One Administration official has posed the problem as a question: Which candle are we playing for? Hungary was a hideous Soviet crime and we must do what we can spread its shattering effect 1o every nook and cranny of Communism around the globe. But in actual fact we can do nothing to reverse the events in Hungary itself.
The long-run hope is in the evolution of the Soviet Union and the Communist orbit. And a major way to speed that evolution is to remove the tensions on which the Soviet leadership has so often in the past depended as an excuse to deny those under its control the good things in life which they so obviously want. Any arms agreement now within the realm of possibility would not alter the East-West balance of power or eliminate today’s mutual deterrence stance. But it would relieve pressures on the other side of the Iron Curtain and aid the “yeast of change.”
As to the effect on the Western world of such an agreement, the argument goes, we are surely not so naïve as to take it as a signal to lower our guard and throw our weapons into the sea. If we fear such results, then democracy is indeed in a bad way.
The majority Administration view is that Khrushchev is a pragmatist but at the same time given to quick judgments and decisions. Some consider that the elimination of the Presidium give-and-take and compromise which so clearly marked the first four and a half years after Stalin’s death puts too much power in the hands of one man. Some refer to Khrushchev & Co., post purge, as “the harum scarum boys.” Obviously, we must tread carefully until we see how Khrushchev will react now that he is more of a power in his own right — and until we see what sort of restraints, if any, Zhukov and the military will exercise.
Mood of the Capital
Polities, in the sense of jockeying for the next election, has of course been uppermost in Washington minds as the Congress debated civil rights. But many other votes have brought such mixed party lines — those on foreign aid in both Senate and House for example — that the first session of the 84th Congress has often appeared to have momentarily forgotten the 1958 elections.
Foreign policy bipartisanship had some rough going during the arguments early this year on the Eisenhower Middle East doctrine. Senate Democratic whip Mike Mansfield, the scholarly Montanan, recently called for “ tripartisanship" — coöperation not only between the two parties in Congress but between the executive and the legislative branches.
This is indeed a sore subject with many Democrats, especially in the Senate. Dulles’ handling of foreign policy suggestions put forward in speeches by Democratic senators has often been inept. When Majority Leader Johnson called for an “open curtain" of contacts between East and West, Dulles congratulated him on accepting the Administration’s policy. When Mansfield suggested, rather foolishly, that Dulles visit Eastern Europe, the Secretary gave it a flat turndown instead of welcoming the idea of getting more information about the satellites. And when Senator Kennedy jumped the French over Algeria and called on the United States to back independence for Algeria, Dulles slapped the idea publicly and let it be known privately that he ascribed the whole thing to Kennedy’s obvious presidential ambitions.

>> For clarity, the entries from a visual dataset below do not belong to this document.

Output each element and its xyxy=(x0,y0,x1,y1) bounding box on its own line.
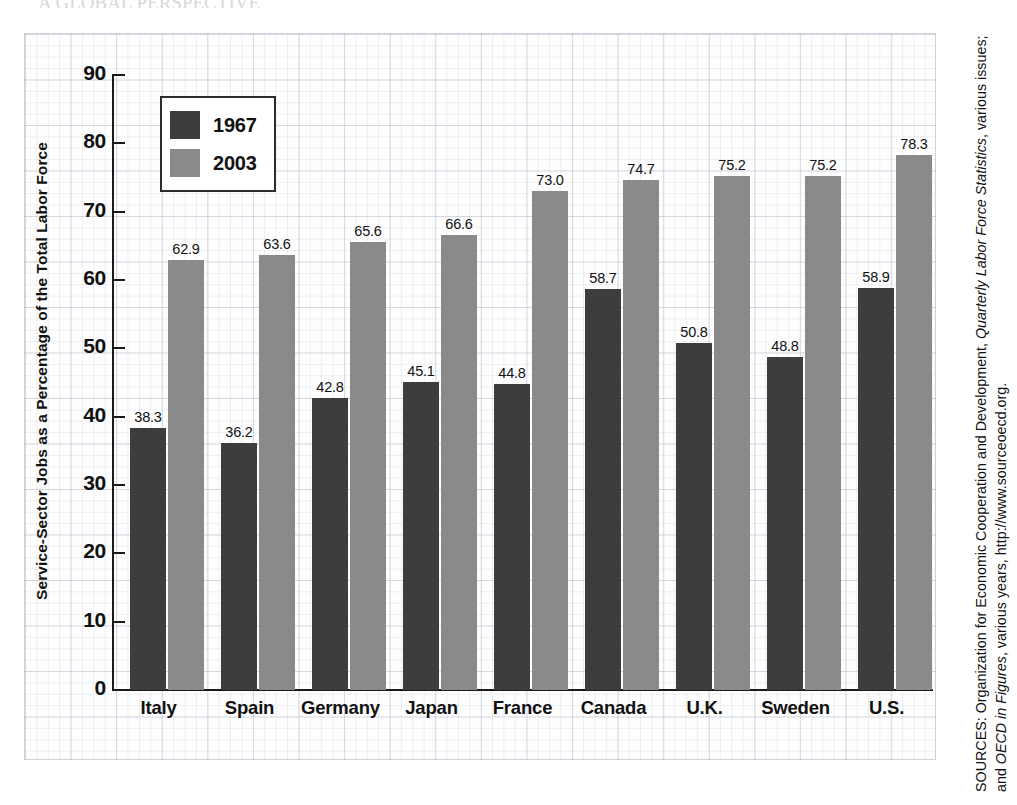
bar-group-u-k: 50.875.2 xyxy=(676,75,750,690)
bar-value-label: 45.1 xyxy=(407,363,434,379)
bar-1967-japan: 45.1 xyxy=(403,382,439,690)
x-axis-label-sweden: Sweden xyxy=(750,697,841,719)
y-axis-tick-80 xyxy=(114,142,125,144)
bar-group-u-s: 58.978.3 xyxy=(858,75,932,690)
y-axis-tick-label-90: 90 xyxy=(60,61,106,85)
y-axis-tick-label-60: 60 xyxy=(60,266,106,290)
bar-value-label: 75.2 xyxy=(809,157,836,173)
x-axis-category-labels: ItalySpainGermanyJapanFranceCanadaU.K.Sw… xyxy=(113,697,932,727)
bar-value-label: 78.3 xyxy=(900,136,927,152)
bar-value-label: 44.8 xyxy=(498,365,525,381)
bar-value-label: 66.6 xyxy=(445,216,472,232)
chart-legend: 1967 2003 xyxy=(160,96,276,192)
legend-swatch-1967 xyxy=(170,111,200,139)
bar-value-label: 65.6 xyxy=(354,223,381,239)
bar-2003-canada: 74.7 xyxy=(623,180,659,690)
bar-2003-u-k: 75.2 xyxy=(714,176,750,690)
bar-value-label: 36.2 xyxy=(225,424,252,440)
source-suffix: , various years, http://www.sourceoecd.o… xyxy=(993,383,1009,656)
source-note-text: SOURCES: Organization for Economic Coope… xyxy=(971,12,1011,792)
chart-page: A GLOBAL PERSPECTIVE 9080706050403020100… xyxy=(0,0,1017,805)
y-axis-tick-90 xyxy=(114,74,125,76)
bar-fill xyxy=(532,191,568,690)
bar-1967-sweden: 48.8 xyxy=(767,357,803,690)
legend-item-1967: 1967 xyxy=(170,106,274,144)
bar-fill xyxy=(767,357,803,690)
bar-fill xyxy=(585,289,621,690)
legend-label-1967: 1967 xyxy=(213,114,257,137)
bar-1967-italy: 38.3 xyxy=(130,428,166,690)
x-axis-label-germany: Germany xyxy=(295,697,386,719)
bar-value-label: 38.3 xyxy=(134,409,161,425)
y-axis-tick-70 xyxy=(114,211,125,213)
source-prefix: SOURCES: Organization for Economic Coope… xyxy=(973,339,989,792)
bar-value-label: 50.8 xyxy=(680,324,707,340)
bar-fill xyxy=(312,398,348,690)
bar-value-label: 74.7 xyxy=(627,161,654,177)
bar-value-label: 58.9 xyxy=(862,269,889,285)
bar-fill xyxy=(259,255,295,690)
bar-2003-italy: 62.9 xyxy=(168,260,204,690)
y-axis-tick-20 xyxy=(114,552,125,554)
bar-fill xyxy=(858,288,894,690)
y-axis-tick-label-0: 0 xyxy=(60,676,106,700)
bar-fill xyxy=(676,343,712,690)
y-axis-tick-30 xyxy=(114,484,125,486)
bar-value-label: 58.7 xyxy=(589,270,616,286)
bar-1967-canada: 58.7 xyxy=(585,289,621,690)
y-axis-tick-label-10: 10 xyxy=(60,608,106,632)
y-axis-tick-label-80: 80 xyxy=(60,129,106,153)
bar-value-label: 75.2 xyxy=(718,157,745,173)
bar-group-france: 44.873.0 xyxy=(494,75,568,690)
bar-group-sweden: 48.875.2 xyxy=(767,75,841,690)
x-axis-label-spain: Spain xyxy=(204,697,295,719)
bar-1967-germany: 42.8 xyxy=(312,398,348,690)
bar-2003-france: 73.0 xyxy=(532,191,568,690)
bar-fill xyxy=(221,443,257,690)
x-axis-label-japan: Japan xyxy=(386,697,477,719)
bar-2003-u-s: 78.3 xyxy=(896,155,932,690)
bar-2003-germany: 65.6 xyxy=(350,242,386,690)
legend-swatch-2003 xyxy=(170,149,200,177)
y-axis-tick-60 xyxy=(114,279,125,281)
bar-fill xyxy=(350,242,386,690)
y-axis-tick-label-70: 70 xyxy=(60,198,106,222)
y-axis-tick-10 xyxy=(114,621,125,623)
x-axis-label-canada: Canada xyxy=(568,697,659,719)
y-axis-tick-labels: 9080706050403020100 xyxy=(50,0,106,805)
y-axis-tick-label-50: 50 xyxy=(60,334,106,358)
bar-fill xyxy=(494,384,530,690)
bar-fill xyxy=(130,428,166,690)
bar-1967-u-k: 50.8 xyxy=(676,343,712,690)
y-axis-tick-label-20: 20 xyxy=(60,539,106,563)
source-italic-title-1: Quarterly Labor Force Statistics xyxy=(973,138,989,339)
y-axis-tick-40 xyxy=(114,416,125,418)
bar-fill xyxy=(896,155,932,690)
x-axis-label-italy: Italy xyxy=(113,697,204,719)
bar-1967-u-s: 58.9 xyxy=(858,288,894,690)
bar-value-label: 42.8 xyxy=(316,379,343,395)
bar-fill xyxy=(441,235,477,690)
bar-fill xyxy=(805,176,841,690)
bar-2003-japan: 66.6 xyxy=(441,235,477,690)
x-axis-label-france: France xyxy=(477,697,568,719)
bar-2003-sweden: 75.2 xyxy=(805,176,841,690)
y-axis-tick-label-40: 40 xyxy=(60,403,106,427)
legend-item-2003: 2003 xyxy=(170,144,274,182)
source-note: SOURCES: Organization for Economic Coope… xyxy=(953,0,1015,805)
bar-value-label: 48.8 xyxy=(771,338,798,354)
bar-1967-spain: 36.2 xyxy=(221,443,257,690)
bar-1967-france: 44.8 xyxy=(494,384,530,690)
legend-label-2003: 2003 xyxy=(213,152,257,175)
y-axis-tick-0 xyxy=(114,689,125,691)
bar-value-label: 62.9 xyxy=(172,241,199,257)
bar-fill xyxy=(168,260,204,690)
bar-group-canada: 58.774.7 xyxy=(585,75,659,690)
bar-2003-spain: 63.6 xyxy=(259,255,295,690)
bar-fill xyxy=(623,180,659,690)
y-axis-title: Service-Sector Jobs as a Percentage of t… xyxy=(33,91,51,651)
x-axis-label-u-k: U.K. xyxy=(659,697,750,719)
bar-fill xyxy=(403,382,439,690)
bar-fill xyxy=(714,176,750,690)
bar-value-label: 73.0 xyxy=(536,172,563,188)
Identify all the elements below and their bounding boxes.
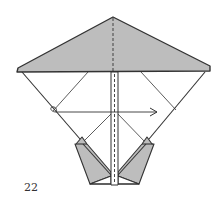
left-upper-crease (53, 72, 88, 111)
top-colored-flap (17, 17, 210, 72)
center-strip (111, 72, 118, 185)
left-lower-crease (82, 113, 112, 143)
origami-diagram (0, 0, 220, 203)
right-lower-crease (117, 113, 146, 143)
left-outer-edge (22, 72, 80, 139)
step-number: 22 (24, 181, 38, 194)
fold-arrow (51, 107, 157, 112)
right-outer-edge (149, 72, 205, 139)
right-upper-crease (141, 72, 176, 110)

There was a tangle over Dulles’ request, later withdrawn, to send senators to London for the disarmament talks, the net result of which was to leave a bad taste at the Capitol. Dulles ended up by sending batches of secret cables to the Senate disarmament subcommittee. But that is no substitute; few have the time to read them, and even fewer the desire to take any step which might result in enmeshing them in Administration policy.